*** Begin section ***
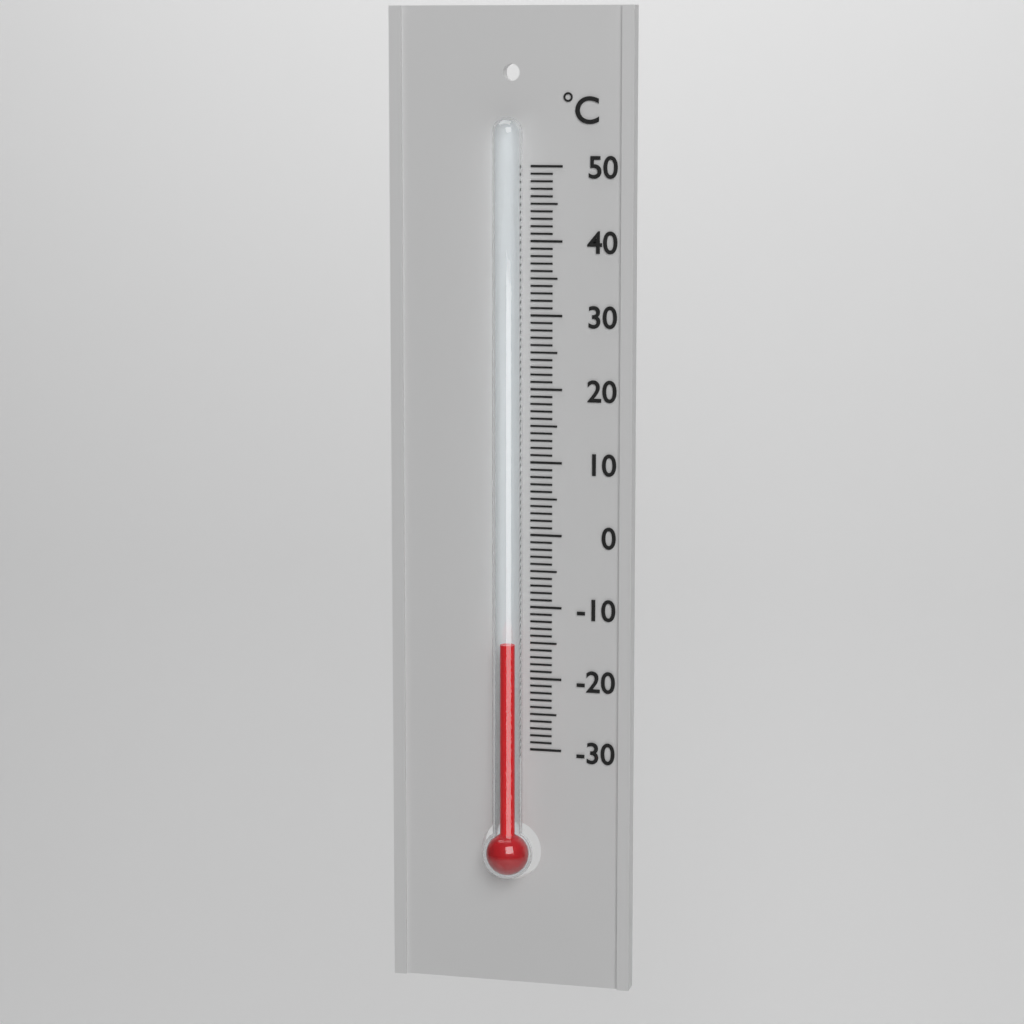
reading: -15 °C
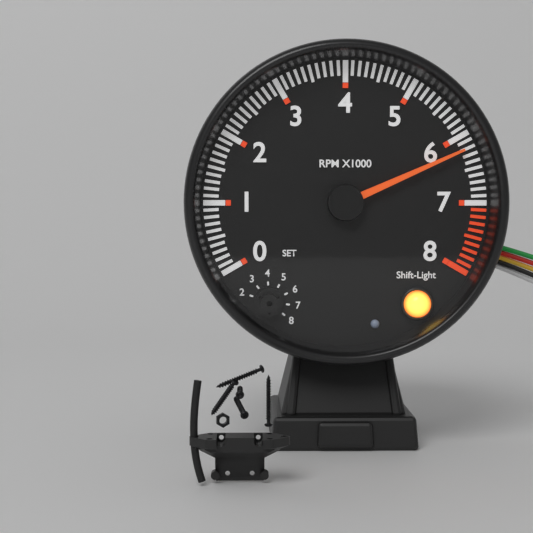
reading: 6200 RPM
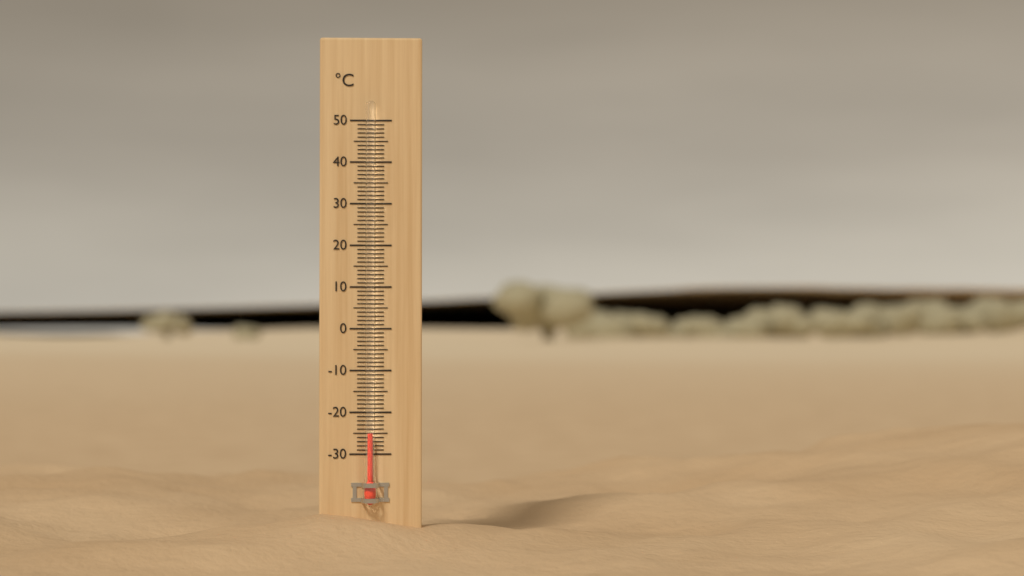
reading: -25 °C
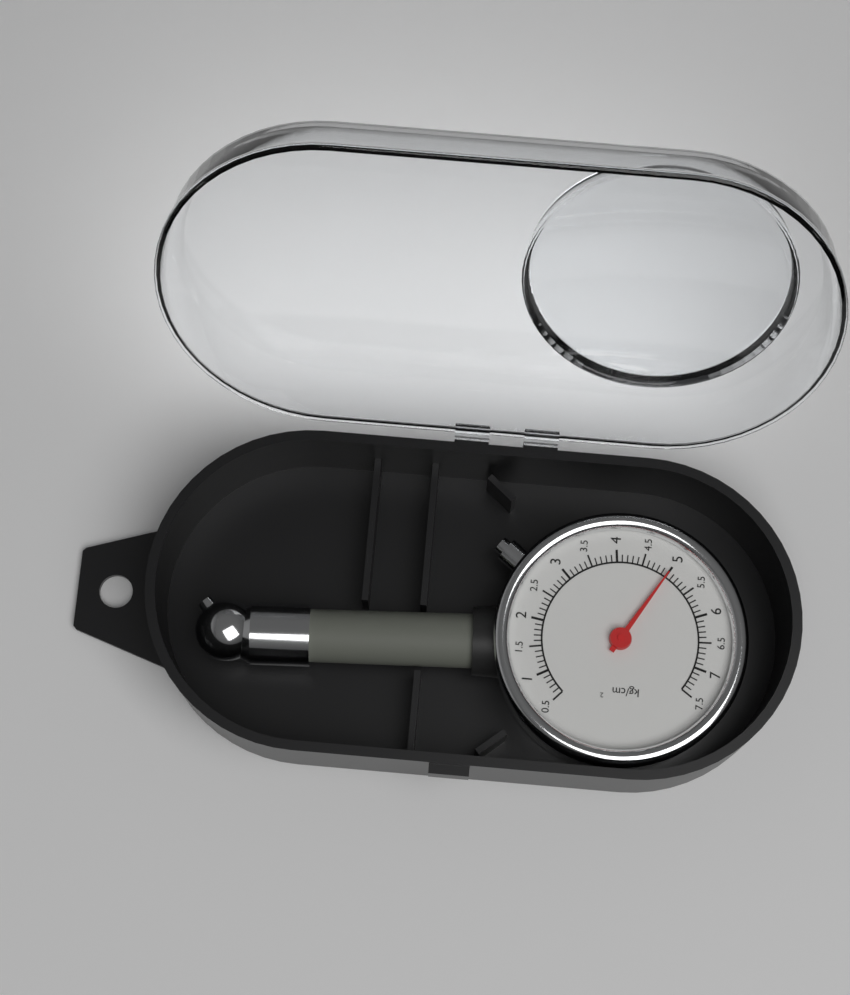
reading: 5.0 kg/cm²
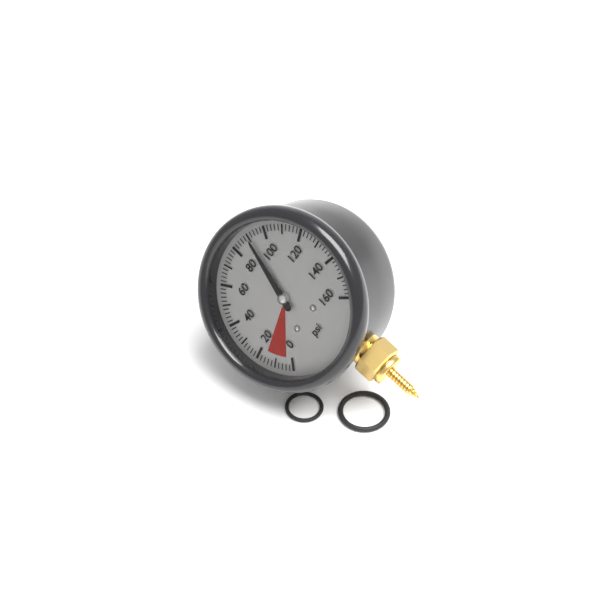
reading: 90 psi
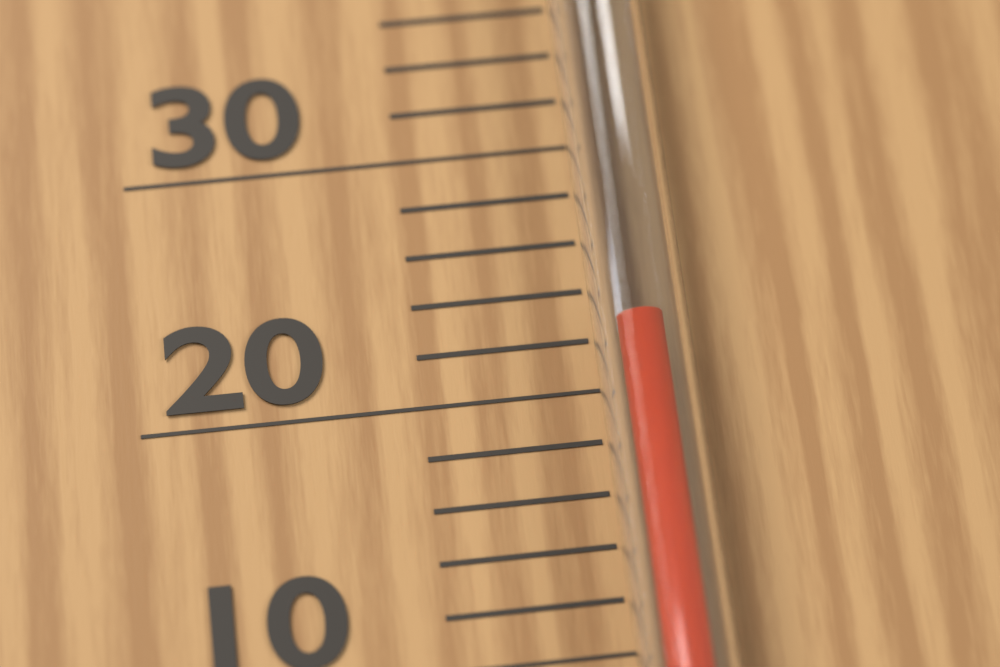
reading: 22 °C
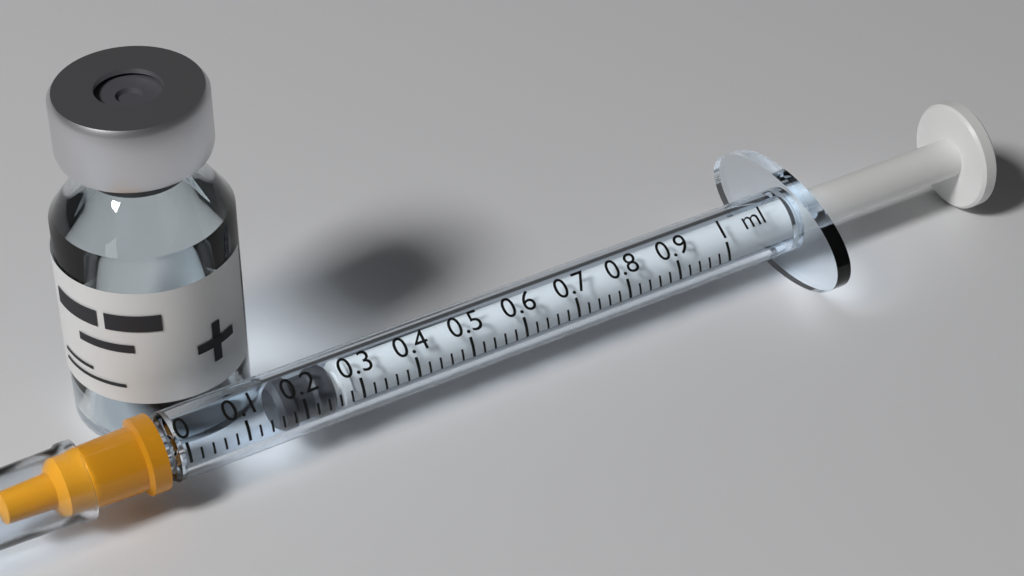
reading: 0.16 ml
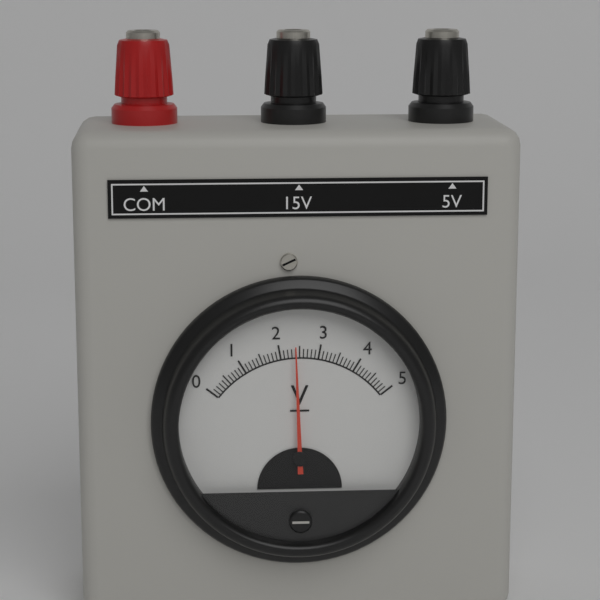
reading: 2.4 V
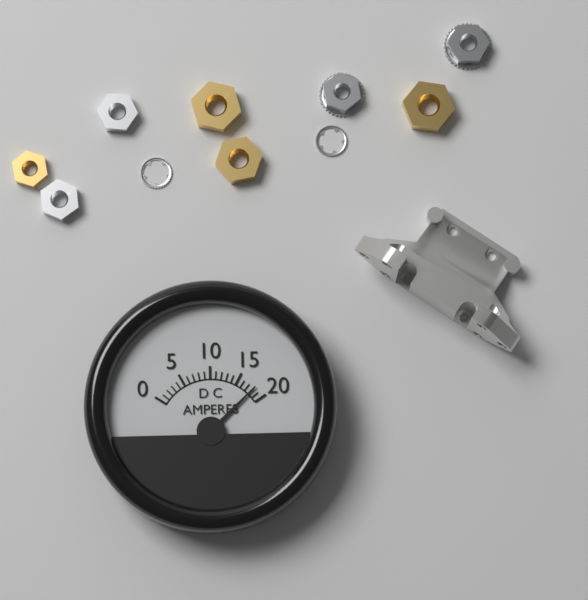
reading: 18 A
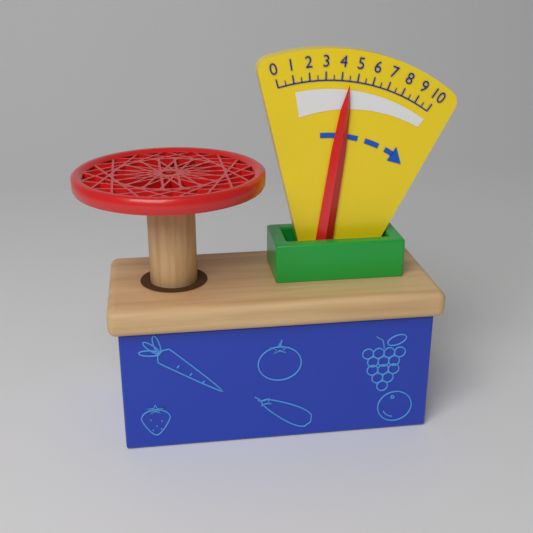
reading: 4.5 (no unit)
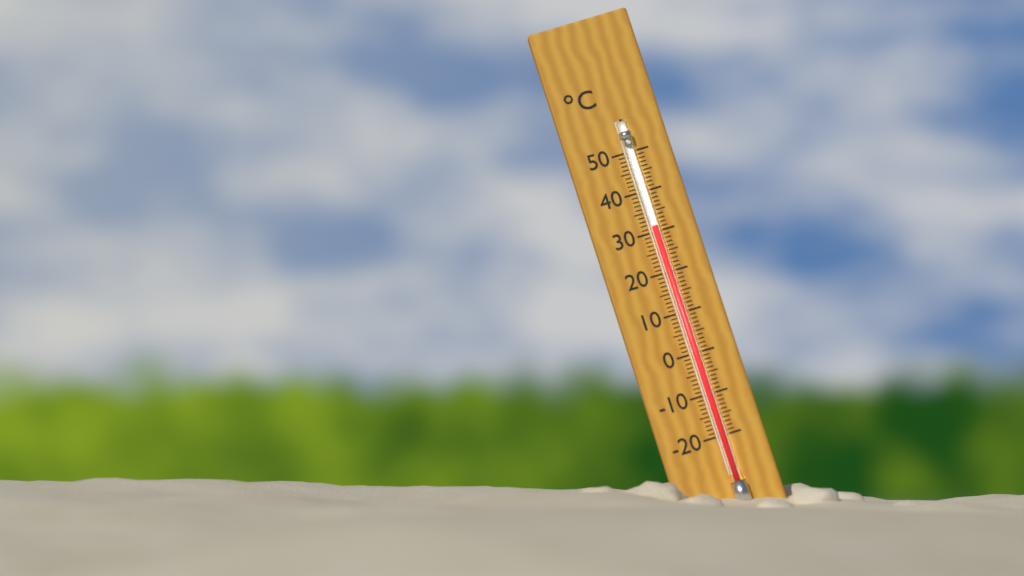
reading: 31 °C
*** End section ***
• _Task goal_
Retype each of the entries above exactly as it appears, with no pictures.

• _Task result_
reading: -15 °C
reading: 6200 RPM
reading: -25 °C
reading: 5.0 kg/cm²
reading: 90 psi
reading: 22 °C
reading: 0.16 ml
reading: 2.4 V
reading: 18 A
reading: 4.5 (no unit)
reading: 31 °C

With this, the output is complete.